Jay smiled over at her. He wished they were parked somewhere in the shade. He wished Birdie was asleep in the backseat. He wished Kate was scooted over beside him where
he could put his arm around her and breathe in her scent. Most of all, he wished he hadn’t made her think of Mike. He wanted her to be thinking about him, not Mike. He hadn’t forgotten that look he’d seen on her face during the wedding.

“Evie’s wanting him to look for a bigger church.”

“Women. Ready to start changing a man as soon as they say ‘I do.’”

“Well, nobody expects Mike to stay in Rosey Corner forever. Not like my grandfather Reece did.”

“Why not?”

“Why not what?”

“Why not stay in Rosey Corner?” Jay glanced over at her.

“Our church is too small to pay a preacher enough to keep him going. At least not one with a family. Evie wants to have a house, new furniture, children someday.”

“Sounds like Mike better get busy.”

“Evie’s got a job. A good job. She went to business school, so she’s not depending on Mike to do it all, but Evie’s not a small town girl. Even if she did grow up here. She’s always wanted to get away from Rosey Corner to somewhere bigger. Somewhere where the action is.”

“Sometimes the action’s not all it’s cracked up to be,” Jay said.

“But aren’t you planning to go to Chicago?” She peered over at him.

He kept his eyes on the road. “I was thinking about it before I got a better offer painting houses.”

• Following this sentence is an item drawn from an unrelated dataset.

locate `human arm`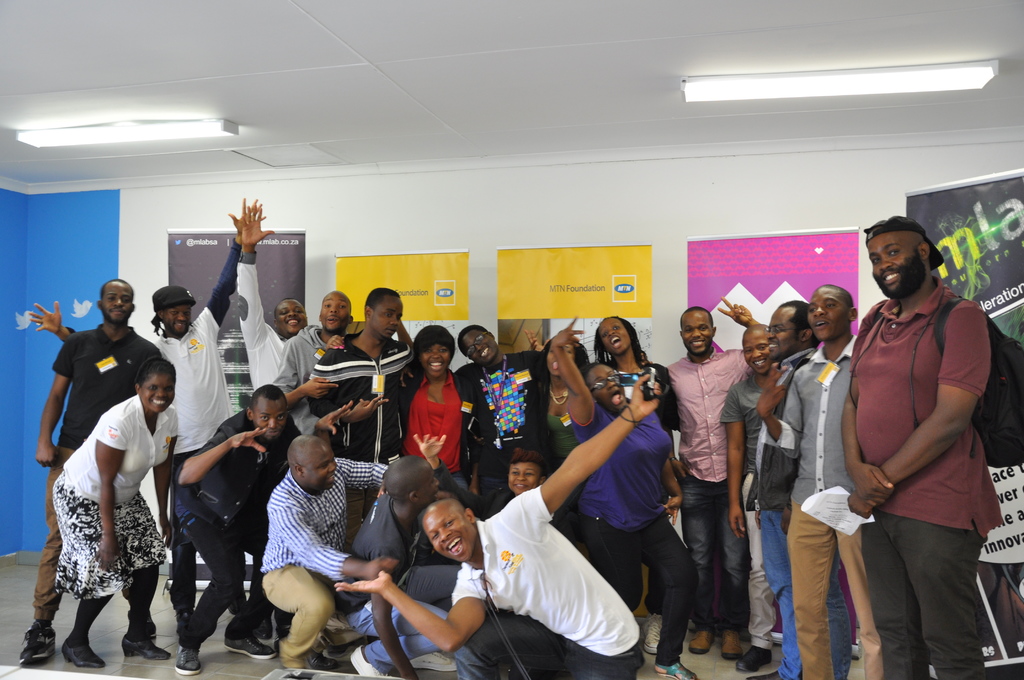
Rect(657, 442, 684, 535)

She laughed. It was a good sound. An easy sound. “Is Graham even paying you?”

Jay laughed along with her. “Sure he is. We made a business deal.”

“He’s been painting that house since August.”

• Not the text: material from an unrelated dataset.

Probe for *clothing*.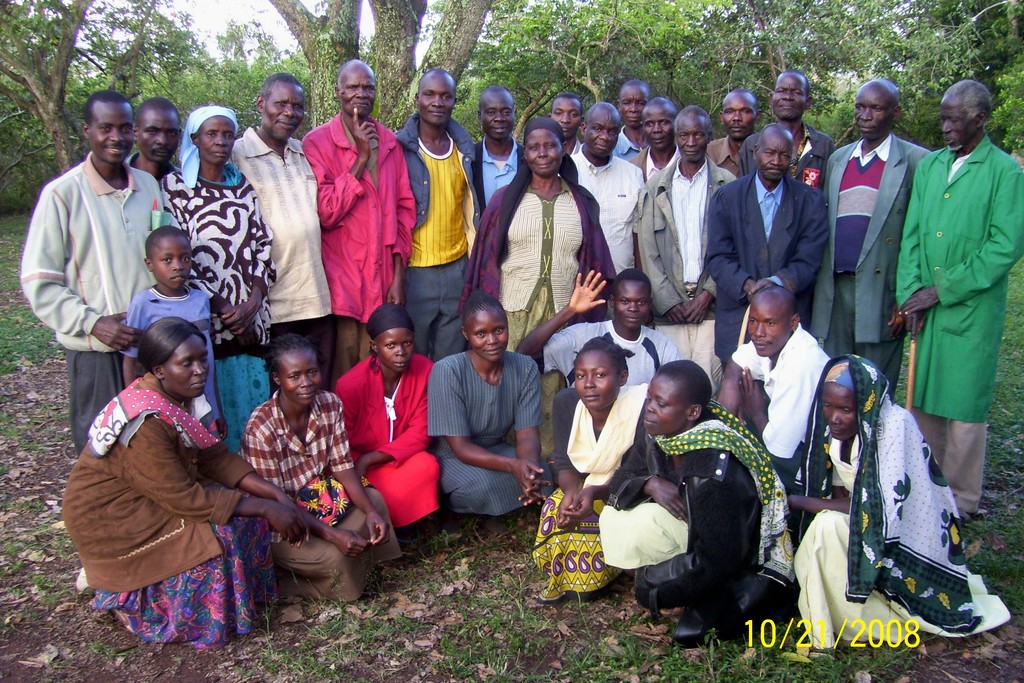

“I like a man who takes pride in his work.” Jay saw a place to pull off next to a stand of trees and eased his car over into
it. Birdie stayed slumped against Kate and showed no sign of rousing when he killed the motor.

Kate looked around. “Why are we stopping?”

“The car gets hot. Needs to cool off.”

She leveled her gaze on his face. “Do you always lie so easily?”

He turned his ear toward the motor. “You don’t hear it steaming out there? The thing’s liable to blow up.”

She called his bluff. “Then maybe we’d better get out.”

“Okay. The car’s not hot. I just wanted to be able to look at you while we’re talking. I like looking at you.” He slid his arm along the back of the car seat toward Kate, but stayed his hand before he touched her. He wanted to, but she wasn’t putting out any of the welcoming vibes he’d felt in the movie theater.

“I’m not pretty. Not like Evie or Tori or even Lorena.” She looked down at the sleeping girl and gently touched her hair. “She is so beautiful. Me, my hair won’t curl and my eyes don’t even know what color they want to be. First green, then sort of blue.”

“And sparkling like sunlight on water.” Now Jay did touch her cheek with his other hand to turn her face toward him. “I like your eyes. I like looking at you,” he repeated. “I like talking to you.”